Posted in Tubeworker's blog on ,

The Egyptian people have forced their hated ruler, Hosni Mubarak, out of office. Through mobilising massive numbers of people onto the streets, workers taking action, and refusing to back down in the face of tiny 'concessions', the uprising has won its first main goal. They now face a fight for Egypt's future.

The centre of the mass demonstrations has been Tahrir Square in Cairo. The Square has become a symbol for grass-roots democratic organisation, with mass movements holding daily plebiscites on strategy and programme, with a thirst for political discussion, and a vibrant sense of the power of ordinary people when they lose their fear. Local communities, in the absence of the police, have organised their own defence.

The people of Egypt revolted against a dictatorial regime which for 60 years (30 years under Mubarak) has denied them political freedoms, and denied workers the right to organise and to improve conditions at work. Egyptians faced huge unemployment and rises in food prices, which accelerated over the last six months. This followed a process since the 1980s of scrapping the food price subsidies which the poor depended on, trashing social provision, and “opening” up the economy to privatisation which has enriched a wealthy elite at the top and a relatively small middle class.

The US and UK governments, having backed Mubarak for years, are now hypocritically welcoming his fall. William Hague tells the Egyptian government that it should "listen to the demonstrators", while at the same time his own government ignores the massive protests by students and their supporters.

Workers Rise Up

While the situation in Egypt is headline news, the mainstream media do not tell us much about workers' involvement. Despite repression, workers have been building organisation and action in Egypt over the last ten years, and are now playing an increasingly important role in the uprising.

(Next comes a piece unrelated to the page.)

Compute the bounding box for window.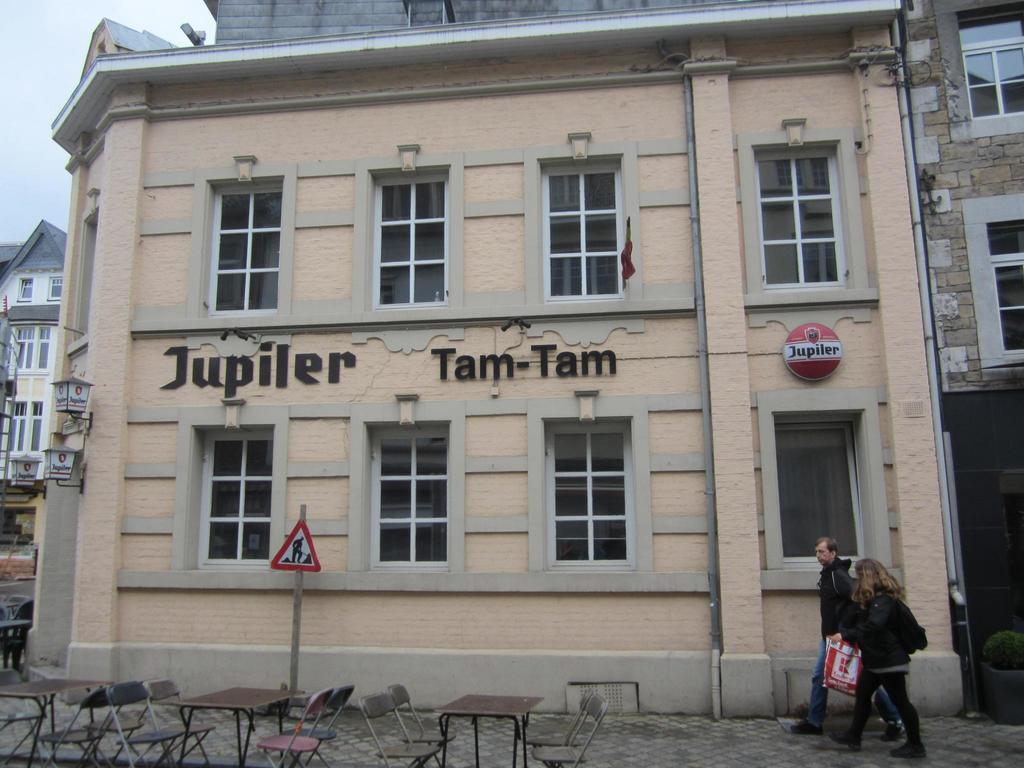
757/391/915/604.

Workers in the Suez Canal Company have been holding an open-ended sit-in strike. Over 6,000 agreed that they would not go home at the end of their shift, but hold the workplace until their demands against poor wages and deteriorating health and working conditions were met.

Railway technicians in Beni Suef are striking, and other cities' railworkers have blocked tracks in support. Bus, oil, telecoms, textiles, chemicals, printing, pharmaceuticals and other workers are walking out, striking or sitting in. Some workers have taken over their workplaces, kicked out the bosses, and begun to manage production themselves.

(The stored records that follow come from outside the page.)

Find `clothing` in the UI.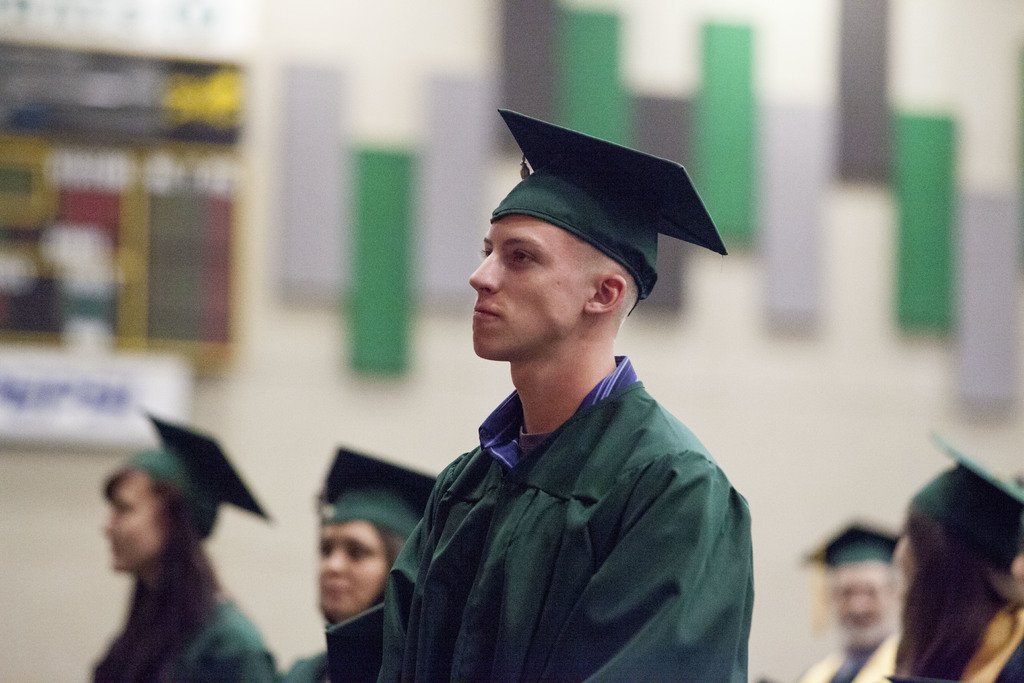
UI element at (799,646,899,682).
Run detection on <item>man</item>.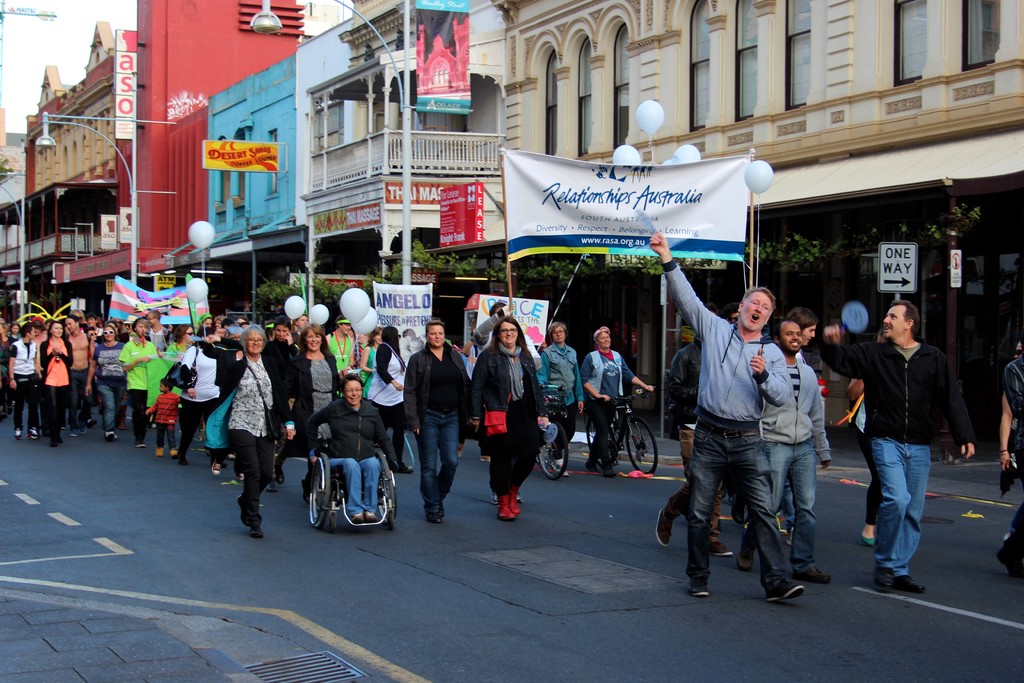
Result: (66,315,92,436).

By Friday, when Mubarak resigned, there was in effect a general strike, involving Cairo transport workers, doctors and nurses, steel workers, and the 25,000 or so textile workers at Egypt's largest factory in the town of Mehalla al-Kubra - and many others. The workers have been fighting for the end of the dictatorship, and their own economic demands.

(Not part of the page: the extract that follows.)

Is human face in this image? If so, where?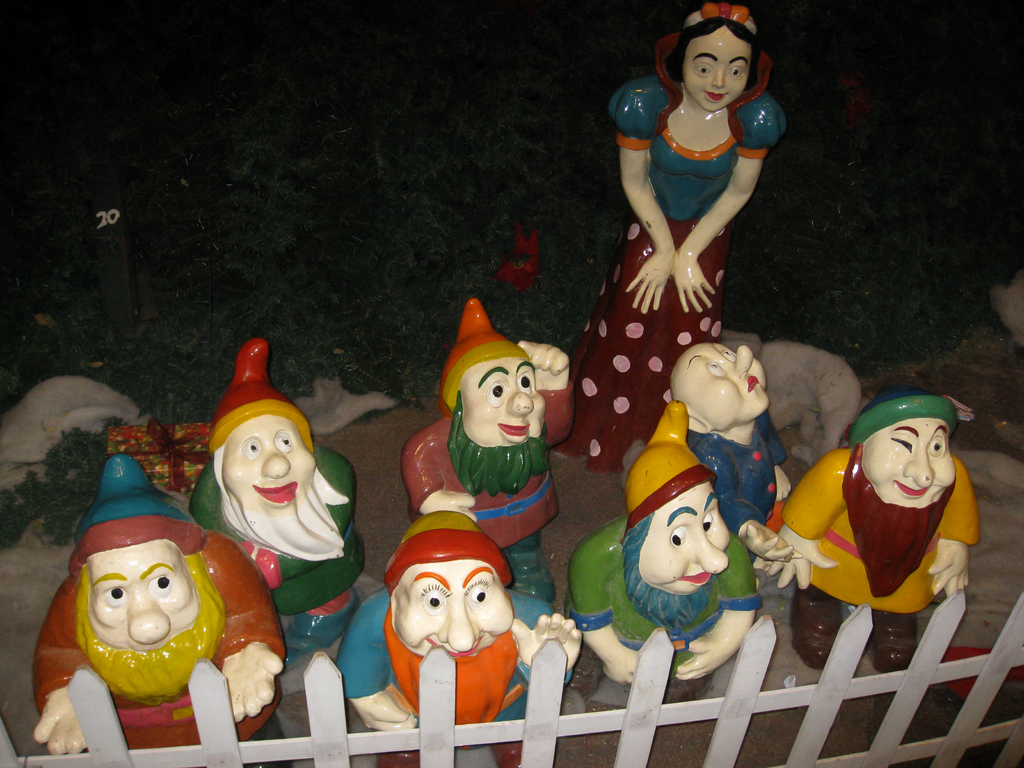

A New Trade Union Federation

The official trade unions in Egypt are "state unions", so closely linked with the regime that they can not and do not effectively represent and organise workers. There is only one legally recognised trade union centre, the Egyptian Trade Union Federation (ETUF), which has close relations with the NPD, Mubarak's party. The ETUF has the power to control the nomination and election procedures for trade union office, and no strikes can take place without the permission of two-thirds of the ETUF board.

Egypt's workers have rejected the yoke of the state unions, and on 31 January declared a new trade union federation. The new federation is demanding:
* the right to work and “unemployment compensation”
* a minimum wage no less than 1200 LE; a maximum wage not exceeding ten times the minimum wage
* fair social security, including the right to health care, housing, education, pensions and benefits
* workers' right to organise without legal restrictions
* freedom for all detainees imprisoned after January 25th.

The new, independent federation has been welcomed by the TUC and the International TUC. We need to do all we can to support it. Mubarak is gone, but Egypt's future is not yet decided. The Muslim Brotherhood is strong, and will want to steer Egypt towards becoming an Islamic state.

In Iran in 1979, a hated dictator was driven out by a mass uprising. But although democrats and workers' organisations were central to that uprising, it was the Islamists who took power afterwards, with disastrous consequences for working-class organisation, democracy, women's rights and sexual freedom. Egypt's revolution can have a better outcome if the worker's movement prevails. We must support it.